Puréed vegetables, pulses and beans are an essential part of Levantine cooking and none more so than Hummus. Another one that I like very much is much less often seen – and I have been asked to print again a recipe for. For Miss Zoe, whose request it is, I am happy to do so.
Put this next paragraph into a box, please
What is the Levant?
It’s a geographical term referring to the area in south-west Asia, south of the Taurus Mountains, bounded by the Mediterranean Sea in the west, the Arabian Desert in the south, and Mesopotamia in the east. A very diverse area – steeped in man’s cultural, religious, political and socio-economic history.
Recipe….. Muhummara
Ingredients for about one cupful (4 – 6 servings)
2 medium sweet (“Bell”) peppers (Red for preference)
? cup of Walnuts
¼ cup toasted pita bread crumbs
1 small clove garlic or to taste, crushed with a pinch of salt to make a smooth paste
1 coffee spoon of seeded and finely chopped hot red chilli pepper or to taste, or a pinch or two of ground chilli pepper.
1 des-spoon Pomegranate Syrup or bottled pomegranate molasses
2 tsp freshly squeezed and strained lemon juice or to taste
2 pinches of salt or to taste and ground black pepper
2 tbsp olive oil
Chopped fresh mint leaves or parsley
Small Mediterranean black olives to serve
Method
1. Open out the sweet peppers and discard seeds and stalk.
2. Heat grill to very hot.
3. Grill peppers until skin is blackened and bubbly.
4. Cool peppers and then scrape or otherwise remove blackened skin.
5. Cut them into slices.
6. In your food processor place the walnuts, bread crumbs, garlic, chilli pepper, pomegranate syrup, and lemon juice and whiz until the mixture is smooth.
7. Add the bell peppers and salt and blend until the peppers are puréed.
8. Drizzle in a quarter cup of the olive oil and whizz. The mixture should be quite creamy, but still with some slightly grainy texture.
9. Remove into a small bowl, cover and chill for a few hours.
10. Before serving, drizzle a little olive oil around the edge of the bowl(s) and garnish with chopped mint and a sprinkling of the olives.
Glimpses of Lebanese food and wine….
Wild herbs brought to market in Beirut from hill villages. The Lebanese cuisine makes use of both fresh and dried herbs.

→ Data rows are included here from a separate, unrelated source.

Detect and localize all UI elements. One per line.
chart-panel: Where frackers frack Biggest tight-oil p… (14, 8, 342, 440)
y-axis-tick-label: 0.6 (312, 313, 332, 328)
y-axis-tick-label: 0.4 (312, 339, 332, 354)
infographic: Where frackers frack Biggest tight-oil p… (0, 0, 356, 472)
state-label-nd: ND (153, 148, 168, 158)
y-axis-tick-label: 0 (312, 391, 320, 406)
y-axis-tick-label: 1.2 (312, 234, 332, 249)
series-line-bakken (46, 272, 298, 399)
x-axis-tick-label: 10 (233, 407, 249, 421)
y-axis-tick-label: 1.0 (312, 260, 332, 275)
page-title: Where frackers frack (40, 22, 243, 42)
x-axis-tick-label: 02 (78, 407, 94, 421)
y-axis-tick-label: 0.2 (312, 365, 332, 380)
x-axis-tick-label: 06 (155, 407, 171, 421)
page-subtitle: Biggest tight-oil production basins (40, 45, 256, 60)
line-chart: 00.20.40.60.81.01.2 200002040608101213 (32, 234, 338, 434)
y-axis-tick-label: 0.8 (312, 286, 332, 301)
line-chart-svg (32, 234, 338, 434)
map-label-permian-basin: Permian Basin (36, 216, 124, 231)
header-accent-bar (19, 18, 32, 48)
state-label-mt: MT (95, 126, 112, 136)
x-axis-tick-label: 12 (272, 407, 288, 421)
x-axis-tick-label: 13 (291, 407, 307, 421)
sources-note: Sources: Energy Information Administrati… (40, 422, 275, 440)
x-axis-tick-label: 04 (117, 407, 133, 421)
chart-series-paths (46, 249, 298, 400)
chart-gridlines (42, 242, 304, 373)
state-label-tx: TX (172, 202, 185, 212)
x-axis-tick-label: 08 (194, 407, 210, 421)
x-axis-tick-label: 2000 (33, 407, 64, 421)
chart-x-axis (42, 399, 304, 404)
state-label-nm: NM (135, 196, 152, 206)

Millions of delicious pastries crowd street stalls, simple shops and very up-market emporia. “Lovely but fattening” are the sugar syrup-soaked nut or dried-fruit filled slices of butter-soaked flaky pastry. Many’s the time I stood in line at the best shops of them all in Heroes’ Square, Beirut, to buy some for my hosts or tins to take back to England.
The eponymous Monsieur Nakad outside his winery in the Beka’a valley showing me indentations in a 2000 year old stone, used in the making of wine long ago.
Fresh from mountain villages, piles of fresh almonds. These are used in many Lebanese savoury and sweet recipes. Pine “nuts” are regarded by foreigners as interchangeable, but a Lebanese cook would not have any of this. The real pine nuts come from forests on the border with Syria and within Syria itself. For me they are the only ones worth buying. Once, in Jordan, a friend came back from the market and proudly announced she had found a kilo of Syrian “Snobar” (pine nuts).
Only on decanting them and tasting the musty flavour Chinese pine nuts have did we find a little slip hidden away – “Produce of China”. A Lebanese lady who was present said wistfully, “When I taste Snobar and I know they’re Syrian – then I will believe peace may be coming”.